On Monday, the California Secretary of State's office authorized supporters of the "2010 California Marriage Protection Act" initiative to begin collecting signatures to put the initiative on the state ballot. The measure, if approved by California voters, would amend the state constitution and ban married couples for legally divorcing.
It's no coincidence the movement to ban divorce follows last November's Proposition 8 campaign and the electorates choice to constitutionally ban same sex couples from marrying. After all, anti-gay marriage forces cite the breakdown of traditional marriage as a prime reason for refusing to allow gay marriages and there's certainly no greater threat to traditional marriage than divorce.

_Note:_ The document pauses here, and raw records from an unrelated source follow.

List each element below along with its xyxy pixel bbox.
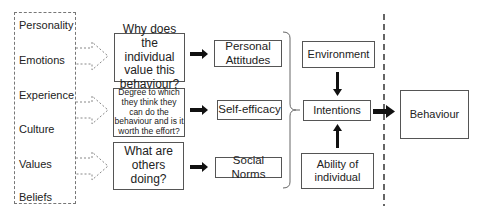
factor-emotions: Emotions bbox=[19, 54, 65, 66]
behaviour-box: Behaviour bbox=[400, 90, 469, 139]
factor-culture: Culture bbox=[19, 123, 54, 135]
factor-personality: Personality bbox=[19, 19, 73, 31]
question-efficacy-box: Degree to which they think they can do t… bbox=[113, 88, 185, 137]
dashed-arrow-icon bbox=[76, 42, 108, 180]
factor-experience: Experience bbox=[19, 89, 74, 101]
question-others-box: What are others doing? bbox=[113, 142, 184, 190]
question-value-box: Why does the individual value this behav… bbox=[114, 33, 185, 82]
ability-box: Ability of individual bbox=[301, 153, 374, 189]
social-norms-box: Social Norms bbox=[215, 157, 282, 178]
brace-icon bbox=[283, 32, 296, 188]
factor-beliefs: Beliefs bbox=[19, 191, 52, 203]
factor-values: Values bbox=[19, 158, 52, 170]
environment-box: Environment bbox=[302, 41, 375, 68]
intentions-box: Intentions bbox=[303, 100, 371, 121]
arrow-right-icon bbox=[190, 49, 208, 172]
self-efficacy-box: Self-efficacy bbox=[217, 100, 282, 120]
personal-attitudes-box: Personal Attitudes bbox=[214, 40, 282, 67]
factors-group: Personality Emotions Experience Culture … bbox=[14, 12, 76, 204]
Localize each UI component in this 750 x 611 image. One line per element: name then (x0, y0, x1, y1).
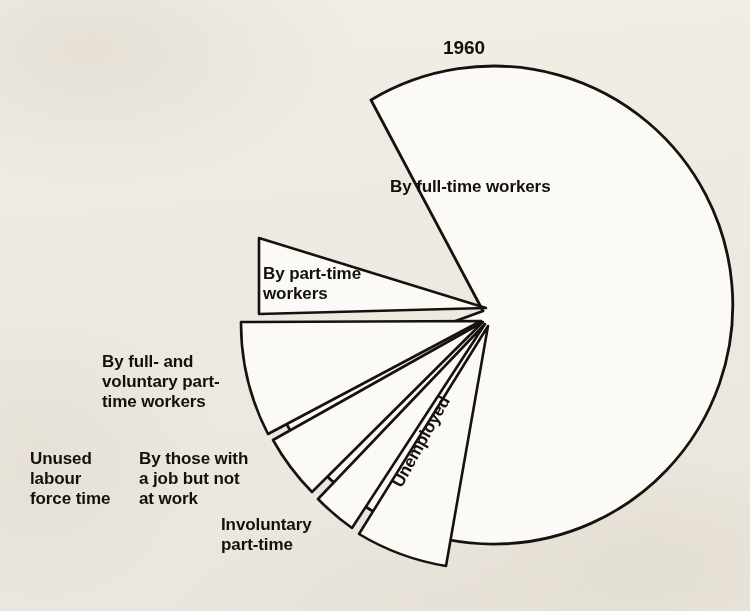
slice-label-job-but-not-at-work: By those with a job but not at work (139, 449, 248, 509)
group-label-unused-labour-force-time: Unused labour force time (30, 449, 110, 509)
slice-label-job-line2: a job but not (139, 469, 240, 488)
slice-label-job-line1: By those with (139, 449, 248, 468)
figure-page: 1960 By full-time workers By part-time w… (0, 0, 750, 611)
slice-label-full-time-workers: By full-time workers (390, 177, 551, 197)
slice-label-involuntary-line1: Involuntary (221, 515, 312, 534)
chart-title: 1960 (443, 38, 485, 58)
pie-chart-graphic (0, 0, 750, 611)
slice-label-part-time-line1: By part-time (263, 264, 361, 283)
slice-label-voluntary-line3: time workers (102, 392, 206, 411)
slice-label-job-line3: at work (139, 489, 198, 508)
slice-label-full-and-voluntary-part-time-workers: By full- and voluntary part- time worker… (102, 352, 220, 412)
slice-label-involuntary-part-time: Involuntary part-time (221, 515, 312, 555)
slice-label-voluntary-line1: By full- and (102, 352, 193, 371)
slice-label-voluntary-line2: voluntary part- (102, 372, 220, 391)
slice-label-part-time-line2: workers (263, 284, 328, 303)
group-label-unused-line1: Unused (30, 449, 92, 468)
slice-label-involuntary-line2: part-time (221, 535, 293, 554)
group-label-unused-line3: force time (30, 489, 110, 508)
slice-label-part-time-workers: By part-time workers (263, 264, 361, 304)
group-label-unused-line2: labour (30, 469, 81, 488)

Assuming the measure gets the required number of signatures, those folks so concerned with the sanctity of traditional marriage will have the opportunity to put their money where there mouth is. So to speak.

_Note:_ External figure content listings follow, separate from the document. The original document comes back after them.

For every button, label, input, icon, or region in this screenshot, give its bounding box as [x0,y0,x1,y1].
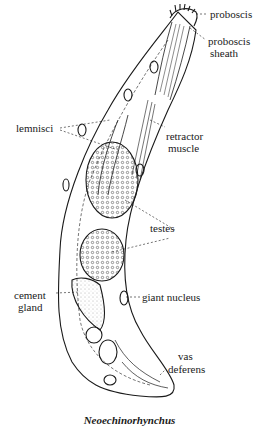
testis-1 [86,142,138,218]
figure-caption: Neoechinorhynchus [0,414,259,426]
label-vas-2: deferens [168,364,205,375]
label-giant-nucleus: giant nucleus [142,292,200,303]
label-retractor-2: muscle [168,143,199,154]
label-proboscis-sheath-2: sheath [210,48,238,59]
label-cement-2: gland [18,302,42,313]
label-testes: testes [150,223,174,234]
label-cement-1: cement [14,290,46,301]
label-lemnisci: lemnisci [16,123,53,134]
testis-2 [80,229,124,281]
proboscis-sheath [155,22,190,100]
label-proboscis-sheath-1: proboscis [208,36,250,47]
label-retractor-1: retractor [166,131,203,142]
giant-nucleus [120,291,128,305]
label-vas-1: vas [178,351,193,362]
vas-deferens [115,340,168,388]
label-proboscis: proboscis [210,9,252,20]
cement-gland [72,278,105,330]
worm-illustration [0,0,259,437]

What? You doubt that all the folks who claim to be so concerned about upholding traditional marriage values might really vote to ban divorce? Me too. And so does John Marcotte, the initiatives sponsor.
Here's a recent CNN report on Marcotte and the initiative:
As it turns out, evangelical Christians have a higher divorce rate than other Christian faiths and significantly higher than atheists and agnostics and all that posturing about upholding traditional marriage is just a smoke screen.

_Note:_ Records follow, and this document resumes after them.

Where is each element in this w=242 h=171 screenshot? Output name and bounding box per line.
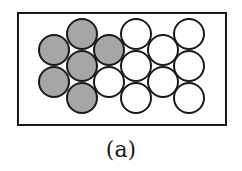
filled-circle: [39, 35, 69, 65]
filled-circle: [67, 83, 97, 113]
empty-circle: [174, 19, 204, 49]
circle-group: [39, 19, 204, 113]
empty-circle: [121, 19, 151, 49]
empty-circle: [148, 35, 178, 65]
filled-circle: [39, 67, 69, 97]
empty-circle: [148, 67, 178, 97]
empty-circle: [174, 83, 204, 113]
empty-circle: [121, 83, 151, 113]
empty-circle: [174, 51, 204, 81]
empty-circle: [94, 67, 124, 97]
figure-caption: (a): [0, 137, 242, 162]
filled-circle: [67, 19, 97, 49]
empty-circle: [121, 51, 151, 81]
filled-circle: [94, 35, 124, 65]
filled-circle: [67, 51, 97, 81]
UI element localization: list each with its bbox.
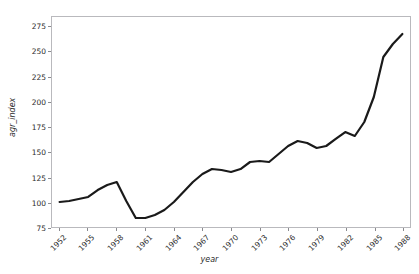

Any referendum that bans divorce wouldn't pass in a single state and, most certainly not California. So when all the votes are counted and the initiative is overwhelmingly defeated with far, far fewer votes than Proposition 8 received, the exposed hypocrisy will be obvious for all to see.
But to what end? The folks who voted against Prop 8 knew full well that divorce does far more to undermine marriage than would allowing same sex marriages and that the traditional marriage argument is a hypocritical sham. It seems unlikely the conservative Christians who belligerently lecture on what constitutes "marriage" will then see the error of their ways and begin campaigning for equal marriage rights. But there is one group that could be influenced by Marcotte's initiative.
At the end of the day, gay marriage becomes legal when the majority decides it's just stupid to deny two people in love, irrespective of their gender, the right to marry one another. Getting to that majority will involve changing the mind of the more secular voter who, for whatever reason, has opposed gay marriage but whose mind might be changed by plain old common sense and exposing the bullshit anti gay marriage forces resort to in order to sell their intolerance.
Go check out the "2010 California Marriage Protection Act" website. Very clever. I particularly liked the sections called "Jesus still loves you if you get divorced — just not as much as before" and "Divorce is unnatural like polyester, glasses, and Twinkies..."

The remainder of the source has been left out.